Glenn
New Member
- Joined
- Nov 14, 2009
- Messages
- 2,908
- Reaction score
- 0
My thoughts are that the fox headline and the four-year old shoots...headlines are deliberately chosen to attract attention and sell papers.Good for you. I'm also working on a B.A. in English. :P I think we are looking at it differently based on our own perceptions. You say it implies intent, I say it does not.
Alex stated it is vague enough to be either way. To shoot something implies intent. Yes. But kids playing with guns, shoot them, accidentally wounding or even killing their friends and/or family. I don't think a child would intentionally shoot someone to cause them harm.
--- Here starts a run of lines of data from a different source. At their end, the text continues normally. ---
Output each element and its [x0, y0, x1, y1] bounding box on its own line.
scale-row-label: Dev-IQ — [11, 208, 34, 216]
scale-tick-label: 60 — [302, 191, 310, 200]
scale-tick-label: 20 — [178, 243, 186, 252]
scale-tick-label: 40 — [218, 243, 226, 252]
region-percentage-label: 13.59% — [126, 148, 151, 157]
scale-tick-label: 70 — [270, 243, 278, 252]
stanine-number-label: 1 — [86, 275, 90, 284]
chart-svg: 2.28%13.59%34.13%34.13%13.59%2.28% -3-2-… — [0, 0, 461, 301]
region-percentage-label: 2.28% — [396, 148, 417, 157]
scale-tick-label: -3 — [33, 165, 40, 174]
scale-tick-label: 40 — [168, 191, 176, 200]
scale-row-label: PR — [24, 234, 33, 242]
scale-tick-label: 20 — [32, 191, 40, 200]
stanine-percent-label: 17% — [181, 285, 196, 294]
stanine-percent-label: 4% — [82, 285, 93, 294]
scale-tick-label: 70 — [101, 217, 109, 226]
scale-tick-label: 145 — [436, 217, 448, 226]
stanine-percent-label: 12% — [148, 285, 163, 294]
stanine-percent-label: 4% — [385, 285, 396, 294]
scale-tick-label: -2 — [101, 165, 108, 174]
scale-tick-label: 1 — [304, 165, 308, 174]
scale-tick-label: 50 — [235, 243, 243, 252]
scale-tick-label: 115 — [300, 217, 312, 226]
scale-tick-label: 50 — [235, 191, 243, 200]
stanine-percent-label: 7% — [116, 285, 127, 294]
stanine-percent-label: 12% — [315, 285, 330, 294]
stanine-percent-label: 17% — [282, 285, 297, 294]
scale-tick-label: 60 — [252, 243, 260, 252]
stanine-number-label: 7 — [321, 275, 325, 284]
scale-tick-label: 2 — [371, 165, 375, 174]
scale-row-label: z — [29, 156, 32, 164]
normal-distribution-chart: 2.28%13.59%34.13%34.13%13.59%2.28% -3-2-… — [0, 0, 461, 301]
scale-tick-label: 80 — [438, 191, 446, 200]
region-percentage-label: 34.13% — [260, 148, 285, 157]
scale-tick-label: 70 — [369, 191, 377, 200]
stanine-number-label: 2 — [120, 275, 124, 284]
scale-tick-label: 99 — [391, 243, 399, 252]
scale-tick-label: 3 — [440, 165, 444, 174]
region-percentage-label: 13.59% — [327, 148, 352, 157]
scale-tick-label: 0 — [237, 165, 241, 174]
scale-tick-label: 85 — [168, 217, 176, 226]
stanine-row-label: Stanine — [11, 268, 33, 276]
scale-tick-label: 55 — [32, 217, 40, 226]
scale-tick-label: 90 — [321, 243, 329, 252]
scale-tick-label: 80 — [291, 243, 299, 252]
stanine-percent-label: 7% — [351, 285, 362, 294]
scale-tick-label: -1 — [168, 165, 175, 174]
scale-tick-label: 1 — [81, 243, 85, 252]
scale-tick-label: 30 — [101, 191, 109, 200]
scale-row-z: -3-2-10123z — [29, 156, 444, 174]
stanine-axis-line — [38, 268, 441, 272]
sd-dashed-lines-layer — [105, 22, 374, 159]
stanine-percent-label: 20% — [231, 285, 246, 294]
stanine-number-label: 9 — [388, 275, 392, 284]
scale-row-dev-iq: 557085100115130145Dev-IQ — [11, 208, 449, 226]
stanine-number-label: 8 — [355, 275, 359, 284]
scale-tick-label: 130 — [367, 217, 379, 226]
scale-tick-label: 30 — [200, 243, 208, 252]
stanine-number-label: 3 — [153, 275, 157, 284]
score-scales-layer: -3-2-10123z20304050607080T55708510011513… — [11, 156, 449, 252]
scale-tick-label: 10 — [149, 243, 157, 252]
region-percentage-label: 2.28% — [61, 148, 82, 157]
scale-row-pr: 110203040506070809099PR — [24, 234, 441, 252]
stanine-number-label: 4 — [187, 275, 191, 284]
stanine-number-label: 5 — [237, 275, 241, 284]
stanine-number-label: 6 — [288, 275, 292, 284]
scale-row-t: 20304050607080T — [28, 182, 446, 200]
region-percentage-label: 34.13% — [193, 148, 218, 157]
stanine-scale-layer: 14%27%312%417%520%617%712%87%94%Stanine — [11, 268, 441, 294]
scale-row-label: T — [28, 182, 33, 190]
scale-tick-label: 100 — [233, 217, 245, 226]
Before you decide to go deeper with this, I am implying children who can't yet tell the difference between a toy gun and a real gun and they have irresponsible idiots for parents that don't lock their guns up. I've seen headlines that read 'Four-Year-Old Shoots Brother Playing Cowboys and Indians". Does this example title imply intent or accident? The one intended to 'shoot' the other, however it was real and discharged a bullet. Will the court hold the child accountable for his actions for 'shooting' the gun. At this age the child will readily admit to 'shooting' the gun in questioning.
Thoughts?
Alex said that fox headline s vague, which I agree with.
They are headlines and their aim is different. More sensationalist writing than precise writing.
All this is what I think and I am not saying you're wrong. We have different ways of looking at it.